Metal Building - Lateral Load Question
Metal Building - Lateral Load Question
(OP)
I am designing the foundation system for a metal building. Due to poor soils and large building loads (100' spans and bridge cranes), the building will be supported on auger cast piles. The outward thrust of the exterior columns is ~30 kips. Additionally the high interior slab loads may cause slab settlement greater than 6".
I have designed foundation for alot of metal buildings using hairpins, direct ties and drag struts, but all of these systems may be compromised with the potential settlement of the interior slab. Is there another type of lateral restraint that I can consider for these footings?
Thanks for any help.
I have designed foundation for alot of metal buildings using hairpins, direct ties and drag struts, but all of these systems may be compromised with the potential settlement of the interior slab. Is there another type of lateral restraint that I can consider for these footings?
Thanks for any help.






RE: Metal Building - Lateral Load Question
Did you look at inclining a few of the auger cast piles?
RE: Metal Building - Lateral Load Question
RE: Metal Building - Lateral Load Question
But you'd also be helped by spreading out the piling and creating a tension-compression couple between piles in a group to resist the lateral moment at the column footing due to vertical eccentricity between the column base reaction and the pile cap elevation.
RE: Metal Building - Lateral Load Question
RE: Metal Building - Lateral Load Question
RE: Metal Building - Lateral Load Question
RE: Metal Building - Lateral Load Question
RE: Metal Building - Lateral Load Question
Even with over-excavating and pre-consolidation I have seen slabs become unusable after 10 or 15 years with potential settlements of that magnitude. Spend the money now and do it right.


WHAT THE TASK ASKS >>
Give back exactly the lines from the "At what (x,y)" line to the final line of the records, and only those, minus any pictures.

──────── RECORDS PROVIDED

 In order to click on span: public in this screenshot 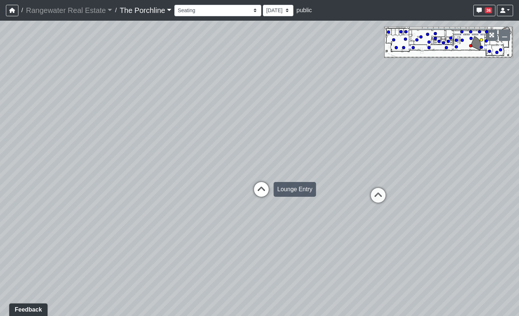, I will do `click(304, 10)`.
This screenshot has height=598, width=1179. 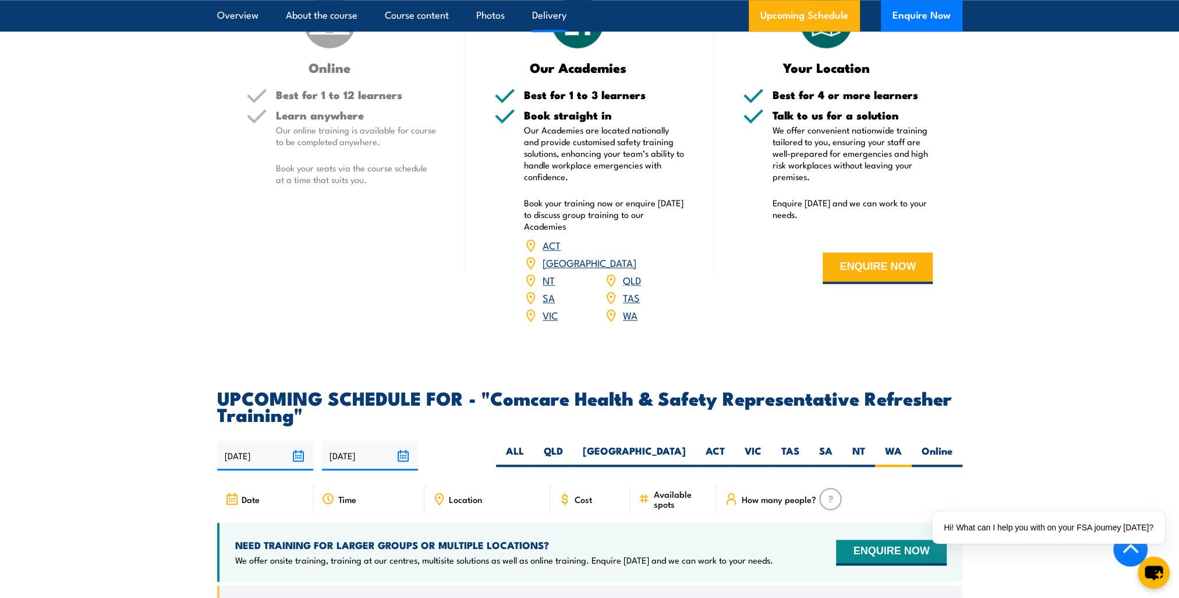 What do you see at coordinates (826, 67) in the screenshot?
I see `h3: Your Location` at bounding box center [826, 67].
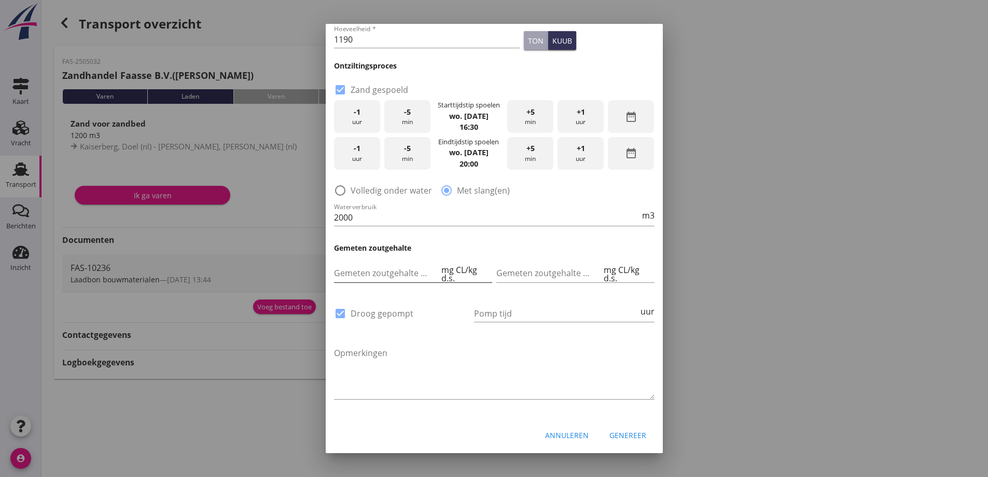  Describe the element at coordinates (647, 215) in the screenshot. I see `div: m3` at that location.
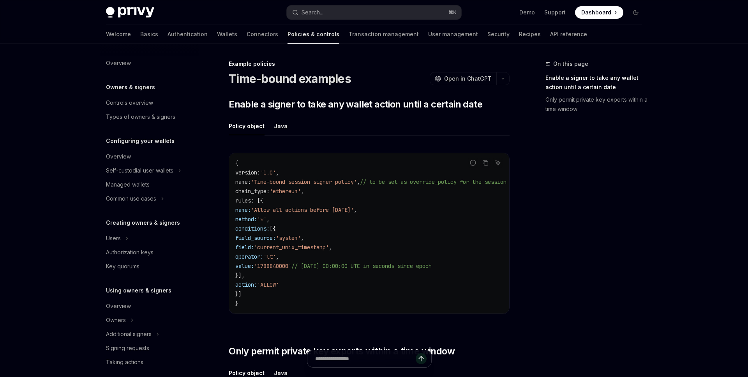 This screenshot has height=377, width=748. Describe the element at coordinates (123, 266) in the screenshot. I see `div: Key quorums` at that location.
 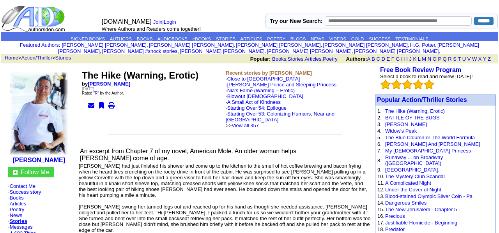 What do you see at coordinates (35, 172) in the screenshot?
I see `a: Follow Me` at bounding box center [35, 172].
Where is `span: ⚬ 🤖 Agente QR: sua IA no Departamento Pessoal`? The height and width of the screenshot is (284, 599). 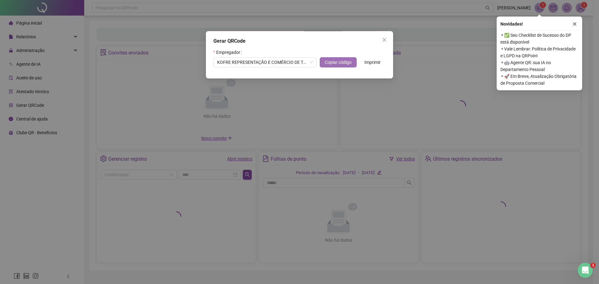
span: ⚬ 🤖 Agente QR: sua IA no Departamento Pessoal is located at coordinates (539, 66).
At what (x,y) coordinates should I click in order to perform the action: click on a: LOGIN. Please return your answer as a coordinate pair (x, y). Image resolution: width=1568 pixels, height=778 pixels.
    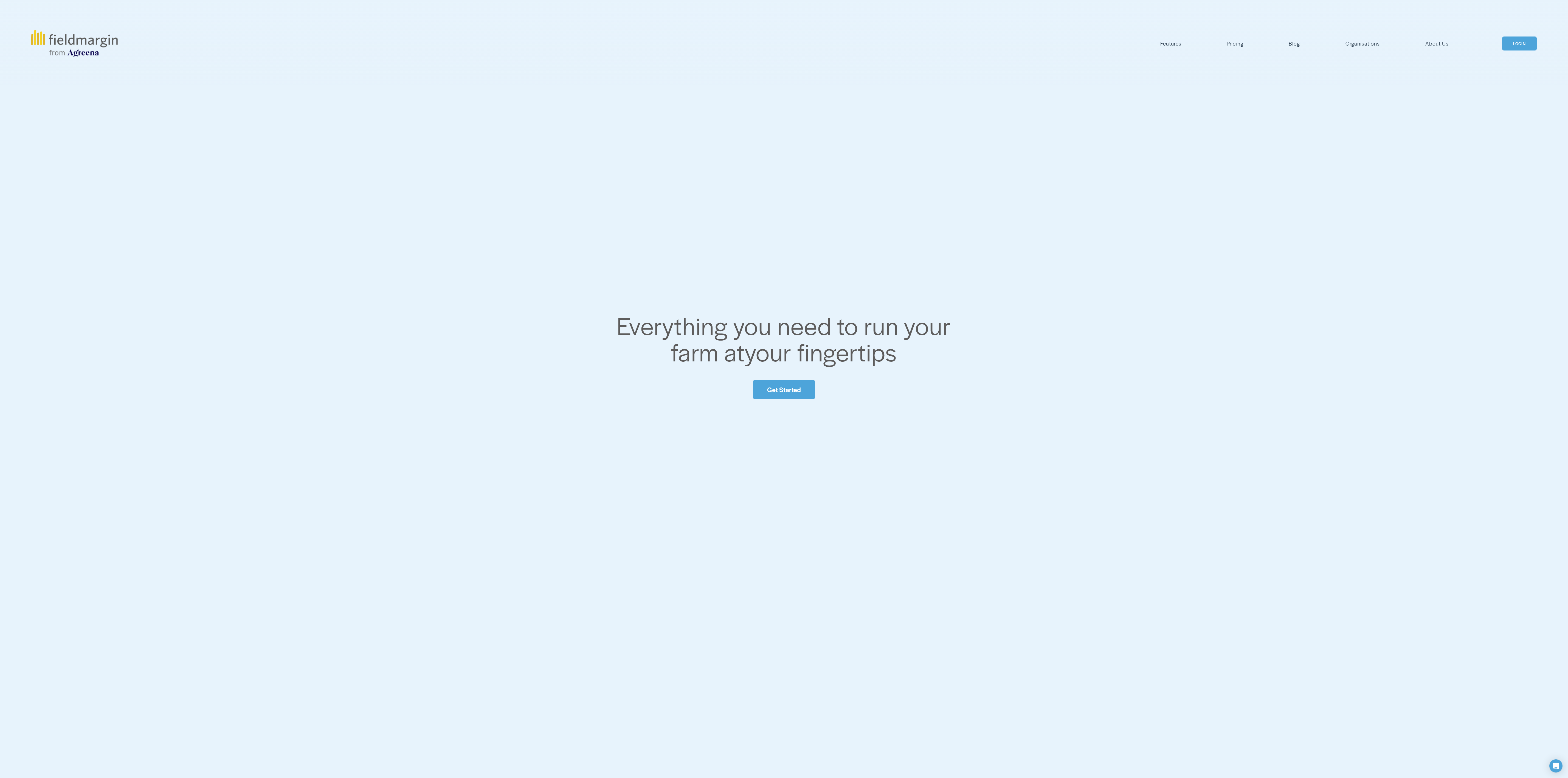
    Looking at the image, I should click on (1519, 43).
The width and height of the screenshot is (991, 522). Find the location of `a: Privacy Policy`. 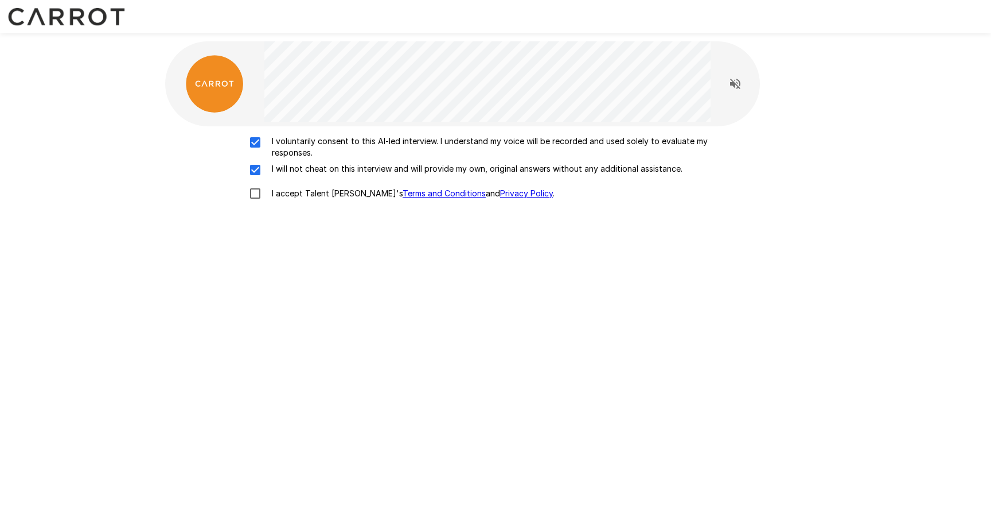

────────────────

SOLUTION TO THIS PROBLEM >>
At what (x,y) coordinates should I click in order to perform the action: click on a: LOGIN. Please return your answer as a coordinate pair (x, y). Image resolution: width=1568 pixels, height=778 pixels.
    Looking at the image, I should click on (1519, 43).
The width and height of the screenshot is (991, 522). Find the location of `a: Privacy Policy`. 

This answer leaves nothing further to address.